A gigantic added value resulting from the display of search queries (in particular those that were not fulfilled) is obvious. You can write targeted articles for search queries that did not lead to any result so far. The more visitors have searched for it, the more important the topic seems to be for your readers. You get to know your users better and can therefore immediately provide them with what the majority of them are looking for.

Also, Search Meter offers more advanced features that can incentivize. Similar to the Tag Clouds, which link the tags in the blog, or the auto-completion in forms, Search Meter has a widget that outputs the search queries as clickable terms. So the most common searches will inevitably lead to other visitors also stumbling across them, then clicking, searching for them, and in turn spending more time on your blog and reading your content. In this way, Search Meter almost becomes a kind of self-perpetuator. Sounds good, doesn’t it?

Of course, it only works if people are really actively searching and if the number of visitors is high enough to deliver relevant and useful results. After all, it only makes sense to write a new post for every search if many users have started the same search, which, however, did not lead to any results.

Protection from search spam

Crafty marketers are currently trying to lure webmasters to their sites with referrer spam.

Referrer spam is a technique that targets a company’s website in order to increase referrals to the site. This technique is often used by spammers to attract search engines to their own pages.

If you notice such nonsensical entries in the Search Meter log, you could counteract them with a security plugin.

My conclusion about the Search Meter WordPress plugin

As a long-time WordPress user, I have tried and tested just about every major plugin. In fact, there are also plugins similar to Search Meter and certainly there are some that can realize the whole thing much more elaborate and pretty. But shall I tell you something? It is precisely this simple and effective way that has made me so enthusiastic about Search Meter. Because exactly this approach has enormous advantages in the further course and in the context of WordPress.

Use the blog search
Use the blog search

Search Meter is fast, really fast, because it was built extremely simple. Even the display of the search terms is done without much ballast or design elements. Everything is reduced and performant. With WordPress, performance always plays an important role, as you surely know, and especially the database servers are often a weak point. However, since no information about the users is stored, but only the search queries themselves are written, the process does not burden the database, nor does it violate the DSGVO as far as I know.

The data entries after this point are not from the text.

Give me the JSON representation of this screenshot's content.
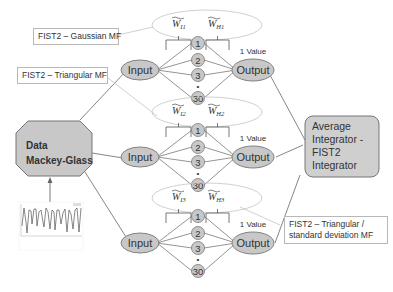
{
  "colors": {
    "node_fill": "#c8c8c8",
    "node_stroke": "#777777",
    "line": "#666666",
    "ellipse_stroke": "#c0c0c0",
    "integrator_fill": "#cfcfcf"
  },
  "data_node": {
    "line1": "Data",
    "line2": "Mackey-Glass"
  },
  "integrator": {
    "lines": [
      "Average",
      "Integrator -",
      "FIST2",
      "Integrator"
    ]
  },
  "mf_labels": [
    {
      "text": "FIST2 – Gaussian MF"
    },
    {
      "text": "FIST2 – Triangular MF"
    },
    {
      "text": "FIST2 – Triangular /",
      "text2": "standard deviation MF"
    }
  ],
  "networks": [
    {
      "input": "Input",
      "output": "Output",
      "output_note": "1 Value",
      "w_in": "W",
      "w_in_sub": "I1",
      "w_out": "W",
      "w_out_sub": "H1",
      "neurons": [
        "1",
        "2",
        "3",
        "30"
      ]
    },
    {
      "input": "Input",
      "output": "Output",
      "output_note": "1 Value",
      "w_in": "W",
      "w_in_sub": "I2",
      "w_out": "W",
      "w_out_sub": "H2",
      "neurons": [
        "1",
        "2",
        "3",
        "30"
      ]
    },
    {
      "input": "Input",
      "output": "Output",
      "output_note": "1 Value",
      "w_in": "W",
      "w_in_sub": "I3",
      "w_out": "W",
      "w_out_sub": "H3",
      "neurons": [
        "1",
        "2",
        "3",
        "30"
      ]
    }
  ],
  "ellipsis_dot": "•"
}
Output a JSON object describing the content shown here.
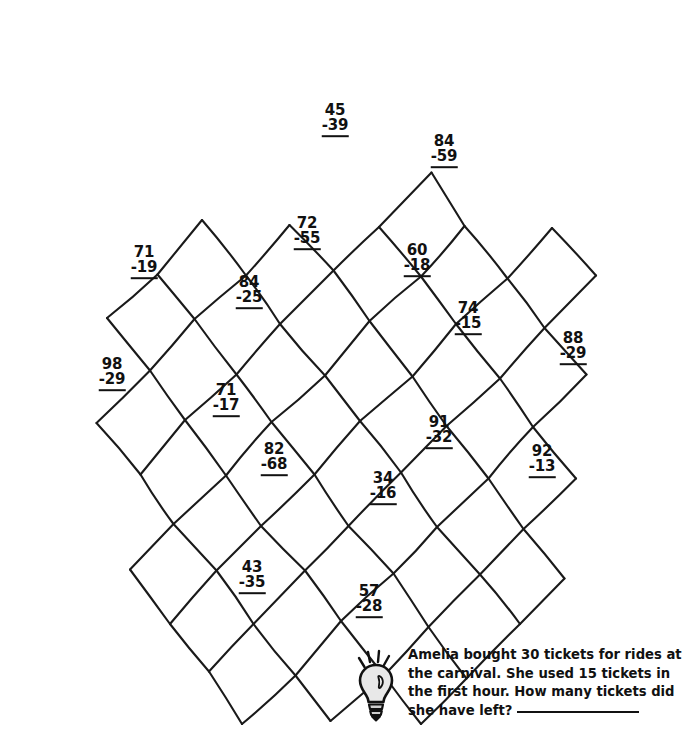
{
  "worksheet": {
    "type": "subtraction-puzzle",
    "ink_color": "#1a1a1a",
    "background": "#ffffff"
  },
  "problems": [
    {
      "id": "p1",
      "minuend": "45",
      "subtrahend": "-39",
      "x": 335,
      "y": 120
    },
    {
      "id": "p2",
      "minuend": "84",
      "subtrahend": "-59",
      "x": 444,
      "y": 151
    },
    {
      "id": "p3",
      "minuend": "71",
      "subtrahend": "-19",
      "x": 144,
      "y": 262
    },
    {
      "id": "p4",
      "minuend": "72",
      "subtrahend": "-55",
      "x": 307,
      "y": 233
    },
    {
      "id": "p5",
      "minuend": "60",
      "subtrahend": "-18",
      "x": 417,
      "y": 260
    },
    {
      "id": "p6",
      "minuend": "84",
      "subtrahend": "-25",
      "x": 249,
      "y": 292
    },
    {
      "id": "p7",
      "minuend": "74",
      "subtrahend": "-15",
      "x": 468,
      "y": 318
    },
    {
      "id": "p8",
      "minuend": "98",
      "subtrahend": "-29",
      "x": 112,
      "y": 374
    },
    {
      "id": "p9",
      "minuend": "88",
      "subtrahend": "-29",
      "x": 573,
      "y": 348
    },
    {
      "id": "p10",
      "minuend": "71",
      "subtrahend": "-17",
      "x": 226,
      "y": 400
    },
    {
      "id": "p11",
      "minuend": "91",
      "subtrahend": "-32",
      "x": 439,
      "y": 432
    },
    {
      "id": "p12",
      "minuend": "82",
      "subtrahend": "-68",
      "x": 274,
      "y": 459
    },
    {
      "id": "p13",
      "minuend": "92",
      "subtrahend": "-13",
      "x": 542,
      "y": 461
    },
    {
      "id": "p14",
      "minuend": "34",
      "subtrahend": "-16",
      "x": 383,
      "y": 488
    },
    {
      "id": "p15",
      "minuend": "43",
      "subtrahend": "-35",
      "x": 252,
      "y": 577
    },
    {
      "id": "p16",
      "minuend": "57",
      "subtrahend": "-28",
      "x": 369,
      "y": 601
    }
  ],
  "word_problem": {
    "icon": "lightbulb-icon",
    "line1": "Amelia bought 30 tickets for rides",
    "line2": "at the carnival. She used 15 tickets in",
    "line3": "the first hour. How many tickets did",
    "line4": "she have left?",
    "answer_value": ""
  },
  "lattice": {
    "stroke_width": 2.1,
    "rows": 8,
    "cols": 8,
    "origin_x": 399,
    "origin_y": 24,
    "u": {
      "x": -48.5,
      "y": 49.5
    },
    "v": {
      "x": 39.0,
      "y": 50.5
    },
    "jitter": [
      [
        0,
        0,
        2,
        -3,
        -2,
        2,
        3,
        1,
        -3,
        -2,
        1,
        3,
        -1,
        -3,
        2,
        2,
        -2,
        1
      ],
      [
        3,
        2,
        -2,
        3,
        1,
        -2,
        -3,
        2,
        2,
        3,
        -1,
        -3,
        3,
        -1,
        -2,
        2,
        1,
        3
      ],
      [
        -2,
        1,
        3,
        -2,
        -1,
        3,
        2,
        -3,
        -3,
        1,
        2,
        2,
        -1,
        -2,
        3,
        3,
        -2,
        -1
      ],
      [
        1,
        3,
        -3,
        1,
        2,
        2,
        -1,
        -3,
        3,
        2,
        -2,
        -1,
        1,
        3,
        -3,
        2,
        2,
        -2
      ],
      [
        -3,
        2,
        1,
        3,
        -2,
        -1,
        3,
        2,
        -1,
        -3,
        2,
        1,
        -3,
        3,
        1,
        -2,
        3,
        2
      ],
      [
        2,
        -1,
        -1,
        2,
        3,
        3,
        -2,
        1,
        1,
        -2,
        -3,
        2,
        2,
        -3,
        -1,
        1,
        3,
        -1
      ],
      [
        -1,
        3,
        2,
        -2,
        -3,
        1,
        1,
        3,
        -2,
        2,
        3,
        -1,
        -1,
        -3,
        2,
        2,
        -3,
        1
      ],
      [
        3,
        1,
        -2,
        -2,
        1,
        2,
        -3,
        3,
        2,
        -1,
        -1,
        2,
        3,
        1,
        -2,
        -3,
        1,
        2
      ],
      [
        -2,
        2,
        1,
        -3,
        2,
        1,
        -1,
        2,
        3,
        -2,
        -2,
        3,
        1,
        -1,
        3,
        2,
        -1,
        -2
      ]
    ],
    "blanks": [
      [
        0,
        0
      ],
      [
        0,
        1
      ],
      [
        0,
        2
      ],
      [
        0,
        3
      ],
      [
        0,
        6
      ],
      [
        0,
        7
      ],
      [
        1,
        0
      ],
      [
        1,
        1
      ],
      [
        1,
        2
      ],
      [
        1,
        7
      ],
      [
        2,
        0
      ],
      [
        2,
        7
      ],
      [
        3,
        0
      ],
      [
        5,
        0
      ],
      [
        6,
        0
      ],
      [
        6,
        1
      ],
      [
        6,
        7
      ],
      [
        7,
        0
      ],
      [
        7,
        1
      ],
      [
        7,
        2
      ],
      [
        7,
        6
      ],
      [
        7,
        7
      ]
    ]
  }
}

All ideal conditions, then, for running powerfully in the background.

This is also the reason why I like Search Meter better than similar WordPress plugins. It’s fast, handles many searches at once, integrates easily into the blog, and does what it’s supposed to without touting any features that just bloat the whole thing. If you want to know what your users are searching for, Search Meter is therefore a good choice. In any case, I can only recommend it to you.